Listen to Erik Satie

A month or so back, whilst killing my brain cells in a data entry temp job, I wrote in my moleskin,

 “Thought of the week: they didn’t have data entry in the 1900s when things were good and pure. Listen to erik satie.”

 I am now working again for the same company before, and so decided to ramble along with this thought as a starting point.

 **

 When I call myself a Modernist (with all the appropriate levels of irony and facetiousness) I am never quite sure if my interest should be manifest as a desire to have lived in the early twentieth century, to recreate the values and hopes of that era (be it in writing or in method), or simply an appreciation of /SLASH/ kinship with a purer time. Probably somewhere in the middle of all of these. Recently, I have experienced a notable slowing down in my life – some might call it growing up – and my current way of thinking is underpinned by the aforementioned appreciation of, and kinship with, a purer time. That is, a slower, less hectic, less demanding, less box-ticking-orientated approach to life. i want out.

 There is something about modernism which seemed to grasp and celebrated the death knell of simplicity, reveling both in the new excitement of a globalizING, technologizING world, and an inseperable appreciation of reality through eyes opened by the new order. Before a success- and commerce-driven experience of the every day kicked into gear, Picasso’s analytical still lives and Kandinsky’s exuberant portrayals of the Russian landscape briefly saw the world as it could have been.

 Something tried to destroy that in the 1940s.

 These works remain for me mementos of a non-day-glo, no-instant-gratification, non-merchandised and, most of all, artisanal rather than theoretical approach to art (let’s just stick with the arts for now, or this subject will get out of hand!). Even the most existential, searing portrayal of life such a Soutine’s poultry, or Giacometti’s Orange on a sideboard are rooted in representation… without wanting to sound old fashioned, I like that. The end of representation seems to me parallel to the end of reality as a lived experience.. Theory’s dominance came in tandem with the rolling out of vicarious living: tv, computer games, internet etc.

 I want out.

 But when I consider the purity of day-to-day life back then, before the internet, pandemic advertising and 24-hour customer service, I feel pangs of jealousy and longing. Currently caught up in the trappings of customer service, a 21st century buzz-word for Joe-Job aimed at the temporarily unemployed, I continue to ponder the original question. If they didn’t have data entry in the 1900s, what did the multitudes do… well for a start, the world population was significantly smaller, and social stratification was clearer (I won’t touch the ramifications of current population levels here…too big and way out of my point of reference). Now, we are encouraged to pursue our dreams only to find at too late a stage we have gone too far without thinking about the openings available to us. Here I am, a postgraduate from the Courtauld Institute of Art, working in a call centre.

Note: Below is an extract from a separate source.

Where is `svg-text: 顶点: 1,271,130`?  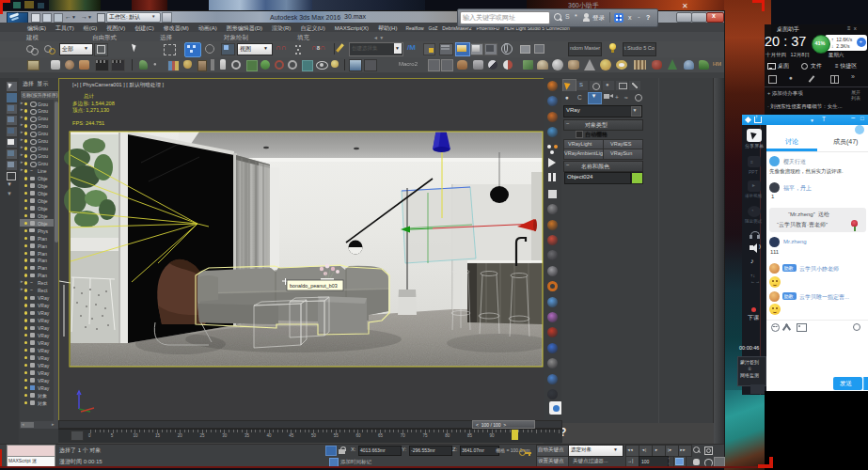
svg-text: 顶点: 1,271,130 is located at coordinates (90, 110).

Erik Satie’s piano works remove me from 2009. They place me squarely in the Lapin Agile, or some other such Parisian drinking den crowded with delirium tremens of the highest order. Even Tom Wait’s piano ballads of the 70s feel soothing, sitting me squarely amongst imaginary boho savants and drunken revelers in the Troubadour, LA, CA. Debauchery in both of these cases as a removal from life. What I seem to be desiring is pure removal: pure escapism. This is certainly better than this electric-lit, chalk infused, pinboard- partitioned, break-prohibited cell, alone with my thoughts and my telesale prompts.

 I WANT OUT.

 More recently, a few wonderful bands have sprung up from American backwaters, desperate to escape all of these trappings. Bon iver and Bowerbirds are only the most notable, existing for themselves self-sufficiently as life once was. We’re probably going back further than Modernism now. My point remains intact. I was born at the wrong end of the 20th century.  

Two works that I have seen in the last few years stand out for me as exemplifications of artistic purity. Monet’s Les Nymphéas at Paris’ Orangerie, and James Turrell’s Deer Shelter at the Yorkshire Sculpture Park… The latter proves that all is not lost, and that conceptual works can still stand up to scrutiny and resemble a real human experience: one looks through a skylight in absentia towards the shifting sky… that’s it. Abstracted reality. Pure form. Pure experience.

Deer Shelter, James Turrell

Les Nymphéas, Claude Monet

 This is how Erik Satie’s music makes me feel, as do such bands/ composers as Susuma Yokota, Christian Fennesz, and the unimpeachable Stars of the Lid. These pure feelings having nothing to do with data entry. They also probably having nothing to do with Modernism… I just want out.